Thursday, June 20, 2019

The effect of sea-level rise on Great Britain

Original Map of Great Britain
A rise in sea level of 10 meters

A rise in sea level of 50 meters

A rise in sea level of 100 meters
The graphics shown show a picture of Great Britain and the effect of sea level rising 10 meters, 50 meters, and 100 meters. The black mass represents the ocean and the lighter parts represent the land mass. You can see the white parts diminishing as sea level rises. 

I got the data from Christian Hill's online book in Chapter 7 on matplotlib.

The graphics was created from an .npy file which had arrays of the altitudes of 10 km x 10 km hectad squares of Great Britain. 

I was told to use imshow to plot the map given in the .npy file and plot the three different maps where sea level rises 10m, 50m and 100m. I also had to figure out the percentage of land area remaining, relative to its present value. 

.imshow

I used .imshow to plot the map after I opened the npy file with numpy's load function. 

The code looks like this:

plt.imshow(a, interpolation='nearest', cmap='gray')
plt.show()

where plt represents matplotlib.pyplot. Interpolation= 'nearest' was supposed to make the map more clear, but I don't think it did anything. cmap='gray' might be for the color scale.

Manipulating the arrays

To find the altitudes of the land mass when there is a sea level rise of 10m, I subtracted every element in my array by 10. This was done by just calling the given array a and subtracting 10. Since some values became negative, I had to replace all negative values by 0. That was done by the following code: 

z[z<0] = 0

where z is an array. The above code is basically saying, for all negative values in the array z, let them equal 0.

Deducing percentage of land remaining

The next step was the deduce the percentage of land mass remaining after a rise in sea level of 10m, 50m, or 100m.

Since the numpy arrays gives the average altitudes per 100km^2 of area of Great Britain, we know that we can find the total area of the map by counting the total number of elements in the arrays. There are 8118 hectad squares whose area is 811800 km^2. That counts the area of the oceans too. To just find the land mass area, we need to subtract the hectads that have an average altitude of 0. 

To count how many hectads had altitude 0, I used a for loop like so:

counter = 0
for element in a:
    for element in element:
        if element == 0:
            counter += 1
print(counter)

where a is an array.

In the original map, there were 5261 hectads with altitude 0. I subtracted the number of hectads with altitude 0 from the original number of hectads (8118) to get the number of hectads of land mass. I got that the land mass of the original map is 285700 km^2. 

I used a similar for loop to find the number of hectads of land mass with altitude greater than 0 for the latter 3 maps. Then, I compared the number with the original map's land mass. 

When sea level rises to 10m, the percentage of land remaining compared to the original land is 83.86%.

When sea level rises to 50m, the percentage of land remaining compared to the original land is 64.02%.

When sea level rises to 100m, the percentage of land remaining compared to the original land is 45.15%. 

Does it look like that in the maps?

Final Thoughts

I am very happy to know how to load some type of image through python. Although I did not create the code for the map, I have a bit of knowledge of how pictures can be created through arrays! That is very cool. I always wondered how pictures of maps were created through code, and now I know, kind of.

Climate change is also something I am very interested about. I hope to do my final project at Metis related to climate change. 

On a side note, I will be attending the Spring cohort's career day today to see them present their final projects. I am excited about that.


• What you should do
Across the records, count every line that includes "were" and give the number by itself.

• Given entries
┄┄┄┄┄┄

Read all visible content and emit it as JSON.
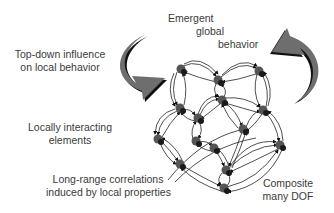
{
  "diagram": {
    "labels": {
      "emergent": [
        "Emergent",
        "global",
        "behavior"
      ],
      "top_down": [
        "Top-down influence",
        "on local behavior"
      ],
      "locally": [
        "Locally interacting",
        "elements"
      ],
      "long_range": [
        "Long-range correlations",
        "induced by local properties"
      ],
      "composite": [
        "Composite",
        "many DOF"
      ]
    },
    "colors": {
      "arrow_fill": "#6e6e6e",
      "arrow_shadow": "#111111",
      "node": "#555555",
      "node_dark": "#1a1a1a",
      "text": "#3a3a3a",
      "line": "#222222"
    }
  }
}
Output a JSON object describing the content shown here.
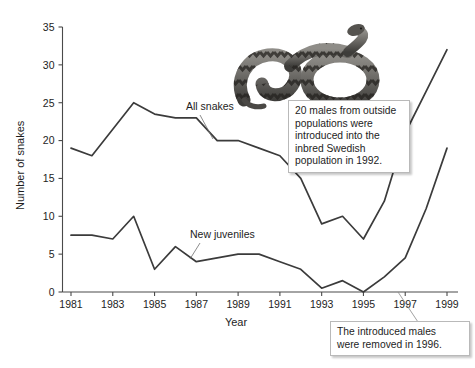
{
  "chart_data": {
    "type": "line",
    "title": "",
    "xlabel": "Year",
    "ylabel": "Number of snakes",
    "xlim": [
      1981,
      1999
    ],
    "ylim": [
      0,
      35
    ],
    "grid": false,
    "legend_position": "inline-labels",
    "x": [
      1981,
      1982,
      1983,
      1984,
      1985,
      1986,
      1987,
      1988,
      1989,
      1990,
      1991,
      1992,
      1993,
      1994,
      1995,
      1996,
      1997,
      1998,
      1999
    ],
    "xticks": [
      "1981",
      "1983",
      "1985",
      "1987",
      "1989",
      "1991",
      "1993",
      "1995",
      "1997",
      "1999"
    ],
    "yticks": [
      "0",
      "5",
      "10",
      "15",
      "20",
      "25",
      "30",
      "35"
    ],
    "series": [
      {
        "name": "All snakes",
        "values": [
          19,
          18,
          21.5,
          25,
          23.5,
          23,
          23,
          20,
          20,
          19,
          18,
          15,
          9,
          10,
          7,
          12,
          21,
          26.5,
          32
        ]
      },
      {
        "name": "New juveniles",
        "values": [
          7.5,
          7.5,
          7,
          10,
          3,
          6,
          4,
          4.5,
          5,
          5,
          4,
          3,
          0.5,
          1.5,
          0,
          2,
          4.5,
          11,
          19
        ]
      }
    ],
    "annotations": [
      {
        "id": "introduction",
        "text": "20 males from outside populations were introduced into the inbred Swedish population in 1992.",
        "points_to_year": 1992
      },
      {
        "id": "removal",
        "text": "The introduced males were removed in 1996.",
        "points_to_year": 1996
      }
    ]
  },
  "axes": {
    "ylabel": "Number of snakes",
    "xlabel": "Year",
    "yticks": [
      "0",
      "5",
      "10",
      "15",
      "20",
      "25",
      "30",
      "35"
    ],
    "xticks": [
      "1981",
      "1983",
      "1985",
      "1987",
      "1989",
      "1991",
      "1993",
      "1995",
      "1997",
      "1999"
    ]
  },
  "series_labels": {
    "all_snakes": "All snakes",
    "new_juveniles": "New juveniles"
  },
  "callouts": {
    "introduction": {
      "line1": "20 males from outside",
      "line2": "populations were",
      "line3": "introduced into the",
      "line4": "inbred Swedish",
      "line5": "population in 1992."
    },
    "removal": {
      "line1": "The introduced males",
      "line2": "were removed in 1996."
    }
  },
  "photo": {
    "caption": "adder-snake-photo"
  },
  "colors": {
    "line": "#3b3b3b",
    "axis": "#4a4a4a",
    "text": "#1d1d1d",
    "callout_border": "#b9b9b9",
    "background": "#ffffff"
  }
}
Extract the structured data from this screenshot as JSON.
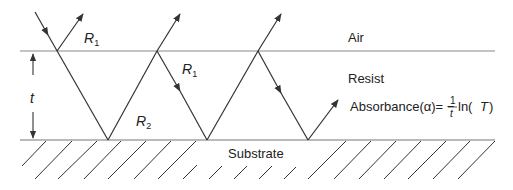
{
  "diagram": {
    "labels": {
      "air": "Air",
      "resist": "Resist",
      "substrate": "Substrate",
      "r1_top": "R",
      "r1_top_sub": "1",
      "r1_mid": "R",
      "r1_mid_sub": "1",
      "r2": "R",
      "r2_sub": "2",
      "thickness": "t",
      "formula_prefix": "Absorbance(α)= −",
      "formula_num": "1",
      "formula_den": "t",
      "formula_suffix": " ln(",
      "formula_T": "T",
      "formula_close": ")"
    },
    "colors": {
      "line": "#333333",
      "interface": "#888888",
      "text": "#222222"
    }
  }
}
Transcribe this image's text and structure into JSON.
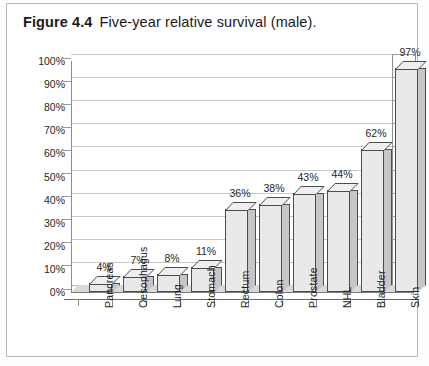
{
  "figure": {
    "number": "Figure 4.4",
    "caption": "Five-year relative survival (male)."
  },
  "chart_data": {
    "type": "bar",
    "title": "Five-year relative survival (male).",
    "xlabel": "",
    "ylabel": "",
    "ylim": [
      0,
      100
    ],
    "yticks": [
      "0%",
      "10%",
      "20%",
      "30%",
      "40%",
      "50%",
      "60%",
      "70%",
      "80%",
      "90%",
      "100%"
    ],
    "ytick_values": [
      0,
      10,
      20,
      30,
      40,
      50,
      60,
      70,
      80,
      90,
      100
    ],
    "grid": true,
    "legend": "none",
    "style": "3d-column",
    "categories": [
      "Pancreas",
      "Oesophagus",
      "Lung",
      "Stomach",
      "Rectum",
      "Colon",
      "Prostate",
      "NHL",
      "Bladder",
      "Skin"
    ],
    "values": [
      4,
      7,
      8,
      11,
      36,
      38,
      43,
      44,
      62,
      97
    ],
    "data_labels": [
      "4%",
      "7%",
      "8%",
      "11%",
      "36%",
      "38%",
      "43%",
      "44%",
      "62%",
      "97%"
    ],
    "colors": {
      "bar_front": "#e9e9e9",
      "bar_side": "#c6c6c6",
      "bar_top": "#efefef",
      "bar_outline": "#4d4d4d",
      "gridline": "#c8c8c8",
      "axis": "#7a7a7a",
      "floor": "#d9d9d9",
      "text": "#1f1f1f",
      "frame": "#b9b9b9"
    }
  }
}
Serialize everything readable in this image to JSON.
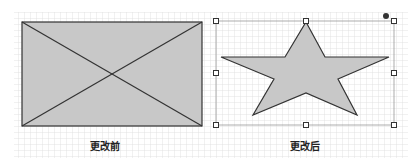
{
  "panels": [
    {
      "id": "before",
      "caption": "更改前",
      "shape": "rectangle-with-crossed-diagonals",
      "fill": "#c8c8c8",
      "stroke": "#333333"
    },
    {
      "id": "after",
      "caption": "更改后",
      "shape": "five-point-star",
      "fill": "#c8c8c8",
      "stroke": "#333333",
      "selected": true,
      "handles": 8,
      "rotation_handle": true
    }
  ],
  "grid": {
    "color": "#d9d9d9",
    "spacing": 6
  }
}
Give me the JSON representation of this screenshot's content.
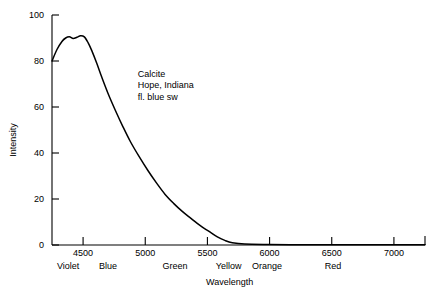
{
  "chart_data": {
    "type": "line",
    "title": "",
    "subtitle": "",
    "xlabel": "Wavelength",
    "ylabel": "Intensity",
    "xlim": [
      4250,
      7250
    ],
    "ylim": [
      0,
      100
    ],
    "grid": false,
    "legend": "none",
    "xticks": [
      4500,
      5000,
      5500,
      6000,
      6500,
      7000
    ],
    "xtick_labels": [
      "4500",
      "5000",
      "5500",
      "6000",
      "6500",
      "7000"
    ],
    "yticks": [
      0,
      20,
      40,
      60,
      80,
      100
    ],
    "ytick_labels": [
      "0",
      "20",
      "40",
      "60",
      "80",
      "100"
    ],
    "series": [
      {
        "name": "Calcite emission",
        "x": [
          4250,
          4290,
          4330,
          4360,
          4390,
          4420,
          4450,
          4480,
          4510,
          4540,
          4570,
          4610,
          4650,
          4700,
          4760,
          4820,
          4880,
          4950,
          5020,
          5090,
          5160,
          5230,
          5300,
          5370,
          5440,
          5510,
          5580,
          5640,
          5700,
          5800,
          6000,
          6250,
          6500,
          6750,
          7000,
          7250
        ],
        "y": [
          80,
          85,
          88.5,
          90,
          90.5,
          89.8,
          90.3,
          91,
          90.5,
          88,
          84.5,
          79,
          73,
          66,
          58.5,
          51.5,
          45,
          38.5,
          32.5,
          27,
          22,
          18,
          14.5,
          11.5,
          8.5,
          6,
          3.5,
          2,
          1,
          0.4,
          0.2,
          0.1,
          0.1,
          0.1,
          0.1,
          0.1
        ]
      }
    ],
    "annotations": [
      {
        "name": "sample-annotation",
        "lines": [
          "Calcite",
          "Hope, Indiana",
          "fl. blue sw"
        ],
        "x": 4940,
        "y": 74
      }
    ],
    "spectral_bands": [
      {
        "label": "Violet",
        "center": 4380
      },
      {
        "label": "Blue",
        "center": 4700
      },
      {
        "label": "Green",
        "center": 5240
      },
      {
        "label": "Yellow",
        "center": 5670
      },
      {
        "label": "Orange",
        "center": 5980
      },
      {
        "label": "Red",
        "center": 6510
      }
    ],
    "line_color": "#000000",
    "axis_color": "#000000",
    "background_color": "#ffffff"
  }
}
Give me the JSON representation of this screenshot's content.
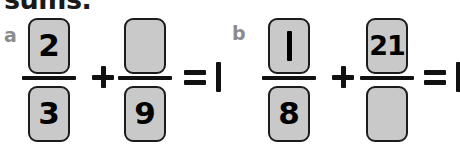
{
  "heading": {
    "text": "sums.",
    "clipped": true
  },
  "problems": [
    {
      "letter": "a",
      "fraction_1": {
        "numerator": "2",
        "denominator": "3",
        "numerator_blank": false,
        "denominator_blank": false
      },
      "operator": "+",
      "fraction_2": {
        "numerator": "",
        "denominator": "9",
        "numerator_blank": true,
        "denominator_blank": false
      },
      "equals": "=",
      "result": "1"
    },
    {
      "letter": "b",
      "fraction_1": {
        "numerator": "1",
        "denominator": "8",
        "numerator_blank": false,
        "denominator_blank": false
      },
      "operator": "+",
      "fraction_2": {
        "numerator": "21",
        "denominator": "",
        "numerator_blank": false,
        "denominator_blank": true
      },
      "equals": "=",
      "result": "1"
    }
  ],
  "colors": {
    "box_fill": "#c9c9c9",
    "box_border": "#1c1c1c",
    "ink": "#111111",
    "part_letter": "#8c8c8c",
    "background": "#ffffff"
  }
}
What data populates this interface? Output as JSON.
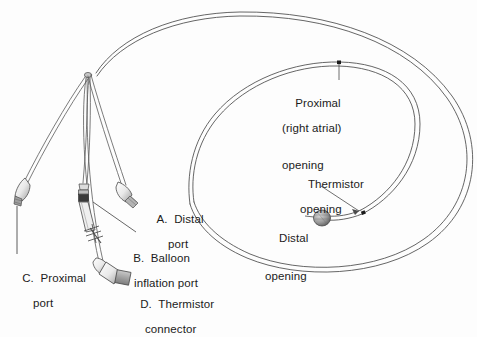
{
  "diagram": {
    "background_color": "#fdfdfd",
    "line_color": "#4a4a4a",
    "text_color": "#1b1b1b"
  },
  "port_labels": [
    {
      "id": "distal-port",
      "letter": "A.",
      "line1": "A.  Distal",
      "line2": "port",
      "x": 144,
      "y": 200
    },
    {
      "id": "balloon-inflation-port",
      "letter": "B.",
      "line1": "B.  Balloon",
      "line2": "inflation port",
      "x": 120,
      "y": 239
    },
    {
      "id": "proximal-port",
      "letter": "C.",
      "line1": "C.  Proximal",
      "line2": "port",
      "x": 9,
      "y": 259
    },
    {
      "id": "thermistor-connector",
      "letter": "D.",
      "line1": "D.  Thermistor",
      "line2": "connector",
      "x": 127,
      "y": 285
    }
  ],
  "opening_labels": [
    {
      "id": "proximal-opening",
      "line1": "Proximal",
      "line2": "(right atrial)",
      "line3": "opening",
      "x": 282,
      "y": 84
    },
    {
      "id": "thermistor-opening",
      "line1": "Thermistor",
      "line2": "opening",
      "x": 295,
      "y": 165
    },
    {
      "id": "distal-opening",
      "line1": "Distal",
      "line2": "opening",
      "x": 265,
      "y": 207
    }
  ]
}
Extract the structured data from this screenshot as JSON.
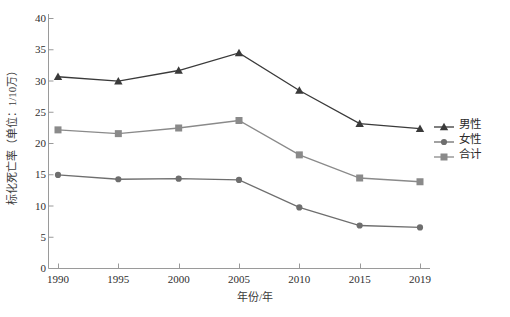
{
  "chart_data": {
    "type": "line",
    "title": "",
    "xlabel": "年份/年",
    "ylabel": "标化死亡率（单位：1/10万）",
    "categories": [
      "1990",
      "1995",
      "2000",
      "2005",
      "2010",
      "2015",
      "2019"
    ],
    "x": [
      1990,
      1995,
      2000,
      2005,
      2010,
      2015,
      2019
    ],
    "ylim": [
      0,
      40
    ],
    "yticks": [
      0,
      5,
      10,
      15,
      20,
      25,
      30,
      35,
      40
    ],
    "ytick_labels": [
      "0",
      "5",
      "10",
      "15",
      "20",
      "25",
      "30",
      "35",
      "40"
    ],
    "grid": false,
    "legend_position": "right",
    "series": [
      {
        "name": "男性",
        "marker": "triangle",
        "color": "#3a3a3a",
        "values": [
          30.6,
          29.9,
          31.6,
          34.4,
          28.4,
          23.1,
          22.3
        ]
      },
      {
        "name": "合计",
        "marker": "square",
        "color": "#8a8a8a",
        "values": [
          22.1,
          21.5,
          22.4,
          23.6,
          18.1,
          14.4,
          13.8
        ]
      },
      {
        "name": "女性",
        "marker": "circle",
        "color": "#6e6e6e",
        "values": [
          14.9,
          14.2,
          14.3,
          14.1,
          9.7,
          6.8,
          6.5
        ]
      }
    ]
  },
  "legend": {
    "items": [
      {
        "label": "男性",
        "marker": "triangle",
        "color": "#3a3a3a"
      },
      {
        "label": "女性",
        "marker": "circle",
        "color": "#6e6e6e"
      },
      {
        "label": "合计",
        "marker": "square",
        "color": "#8a8a8a"
      }
    ]
  },
  "axes": {
    "y_title": "标化死亡率（单位：1/10万）",
    "x_title": "年份/年"
  },
  "colors": {
    "axis": "#9a9a9a",
    "text": "#2e2e2e",
    "background": "#ffffff"
  }
}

┄┄┄┄┄┄

• Output of the task
4